Wednesday, August 19, 2009

Healthcare state

Ah, let me add to the gaseous mass swirling the blogosphere regarding the UK as a model for healthcare. The BBC has skimmed some of the lib-con rhetoric & mounted an extremely understated defense of the Nation Health Service (NHS).

The cons are spitting foam, fulminating in overdrive that Obama’s proposed “public option” will be exactly like the NHS, & therefore we’re all doomed. Q.E.D.

What’s really interesting is their use of a “fact”—if Stephen Hawking lived in the UK, he’d long since be pushing up daffodils because the NHS wouldn’t have budged to keep even his brilliant ass alive—a fact, I point out, that is patently & easily proven completely false. Hawking is a British subject, lived all his life there, presumably with the help of the care provided by the NHS. Although of course, being an international celeb & having appeared on Star Trek: The Next Generation, he presumably is covered by private insurance, & thus able to tap into specialists without having to wait in the NHS queue.

(Now, the Beeb cites the Guardian & the Telegraph as quoting Hawking that he “wouldn’t be here if it were not for the NHS”. But that doesn’t mean the NHS has provided all Hawking’s care throughout his lifetime. & the quote doesn't mention the private option.)

The libs of course are having a field day shooting down the cons’ fallacious warheads, which, frankly, the cons are making really easy targets. Still even if the missiles aren’t armed that doesn't mean they don’t cause damage. The hordes of polyester-clad citizens storming Congressional healthcare town halls ranting about Obama’s death panels because they heard about them on Fox is proof that a rallying point doesn’t have to be true to be effective.

(Think back to Hitler’s “stab-in-the-back-by-the-November-criminals”. Whacking great porky pie, but irrefutably successful.)

So let me weigh in, since I happen to know something about the NHS. It was a revolutionary idea back in the 1940s: make healthcare available to the entire population on an equal basis, regardless of income or class. (Keep in mind that in both world wars Britain had a bit of a problem finding cannon fodder hale enough to schlep a Sten gun in rough terrain, so there was a geopolitical as well as social underpinning to the program.)

&, back in the 40s, it was probably state-of-the-art medical care.

But when I came upon it in the late 1990s it was pretty rickety. The coverage for various procedures varies by council area (what the Brits call “postal code healthcare”), so that if you live in one area you’re not covered for fertility treatments (or there’s a long queue waiting for treatments) but if you live in another you’re in like Flynn.

You’re assigned a doctor (a General Practitioner) according to the practitioner’s catchment area. & when you move, you’re expected to get treatment from the practice serving your new location. When I moved from Maidenhead to London, but Maidenhead was still more convenient because it was near my office, the entire system practically ground to a halt because I refused to have to break in a new GP.

If your GP orders routine blood work, you have to make an appointment for another visit—either in that same practice or in some other location because they’re not equipped for it. (When was the last time you visited your primary care doc & couldn’t get blood sucked out of you by one of the nurses or a lab tech?)

When I told my GP that it had been about a year since my last mammogram, so I wanted to schedule one, she looked quite puzzled. Why would I want that? Because it’s been a year since my last one. But here we do it once every three years for cost reasons; because (wait for it) only one in ten women is at risk.

Uh, that’s a double-digit percentage & there would be riots in the streets here if peri-menopausal women were told that their doctor thought it okay to spin the wheel with their chances of getting breast cancer.

I also recall news stories (in the broadsheets, not the tabloids) comparing the NHS unfavorably to healthcare in Europe. There was one example of two women, one in Britain & one in France, both with dodgy mammograms. The next day the Frenchwoman was in hospital getting a biopsy; the Brit waited a couple of months to see a specialist & some more time to get the biopsy.

There was another story that really imprinted on my mind: this one guy with heart trouble. He was on the NHS waiting list for some procedure (might have been bypass, or stent—at this distance I can’t recall), but died before his turn came. Here’s the kicker: his relatives intoned, “Well, he had the money to go private [get non-NHS care], but it was a matter of principle with him. He was entitled to NHS service so that's what he was going to get.”

I don’t have any answers to the broken system we have here—God knows I’ve rolled the dice going without insurance in the past, hoping I would just stay healthy; I know what a harrowing feeling that is, like continually walking a tightrope. & I’ve had “coverage” by Anthem, the worst insurance company you can pay premiums to.

But regardless of whether the NHS kept Stephen Hawking alive, I wouldn’t have the NHS on a platter. So it’s a good thing it is not what Obama is proposing.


Reproduce the listing below as it stands. Leave out each image.
PROVIDED INFORMATION Start Marker
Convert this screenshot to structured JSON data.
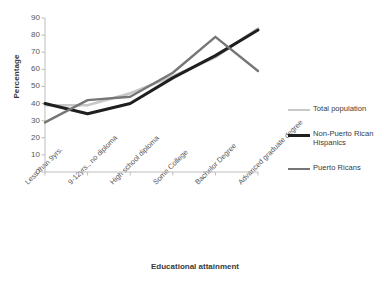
{
  "chart_data": {
    "type": "line",
    "title": "",
    "xlabel": "Educational attainment",
    "ylabel": "Percentage",
    "categories": [
      "Less than 9yrs.",
      "9-12yrs., no diploma",
      "High school diploma",
      "Some College",
      "Bachelor Degree",
      "Advanced graduate degree"
    ],
    "ylim": [
      0,
      90
    ],
    "ytick_step": 10,
    "yticks": [
      0,
      10,
      20,
      30,
      40,
      50,
      60,
      70,
      80,
      90
    ],
    "grid": false,
    "legend_position": "right",
    "series": [
      {
        "name": "Total population",
        "color": "#c8c8c8",
        "width": 2.6,
        "values": [
          39,
          39,
          46,
          56,
          67,
          84
        ]
      },
      {
        "name": "Non-Puerto Rican Hispanics",
        "color": "#1f1f1f",
        "width": 3.0,
        "values": [
          40,
          34,
          40,
          55,
          68,
          83
        ]
      },
      {
        "name": "Puerto Ricans",
        "color": "#767676",
        "width": 2.4,
        "values": [
          29,
          42,
          44,
          58,
          79,
          59
        ]
      }
    ]
  },
  "axis": {
    "line_color": "#bdbdbd",
    "tick_color": "#bdbdbd"
  }
}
PROVIDED INFORMATION End Marker
### ANSWER AREA
Convert this screenshot to structured JSON data.
{
  "chart_data": {
    "type": "line",
    "title": "",
    "xlabel": "Educational attainment",
    "ylabel": "Percentage",
    "categories": [
      "Less than 9yrs.",
      "9-12yrs., no diploma",
      "High school diploma",
      "Some College",
      "Bachelor Degree",
      "Advanced graduate degree"
    ],
    "ylim": [
      0,
      90
    ],
    "ytick_step": 10,
    "yticks": [
      0,
      10,
      20,
      30,
      40,
      50,
      60,
      70,
      80,
      90
    ],
    "grid": false,
    "legend_position": "right",
    "series": [
      {
        "name": "Total population",
        "color": "#c8c8c8",
        "width": 2.6,
        "values": [
          39,
          39,
          46,
          56,
          67,
          84
        ]
      },
      {
        "name": "Non-Puerto Rican Hispanics",
        "color": "#1f1f1f",
        "width": 3.0,
        "values": [
          40,
          34,
          40,
          55,
          68,
          83
        ]
      },
      {
        "name": "Puerto Ricans",
        "color": "#767676",
        "width": 2.4,
        "values": [
          29,
          42,
          44,
          58,
          79,
          59
        ]
      }
    ]
  },
  "axis": {
    "line_color": "#bdbdbd",
    "tick_color": "#bdbdbd"
  }
}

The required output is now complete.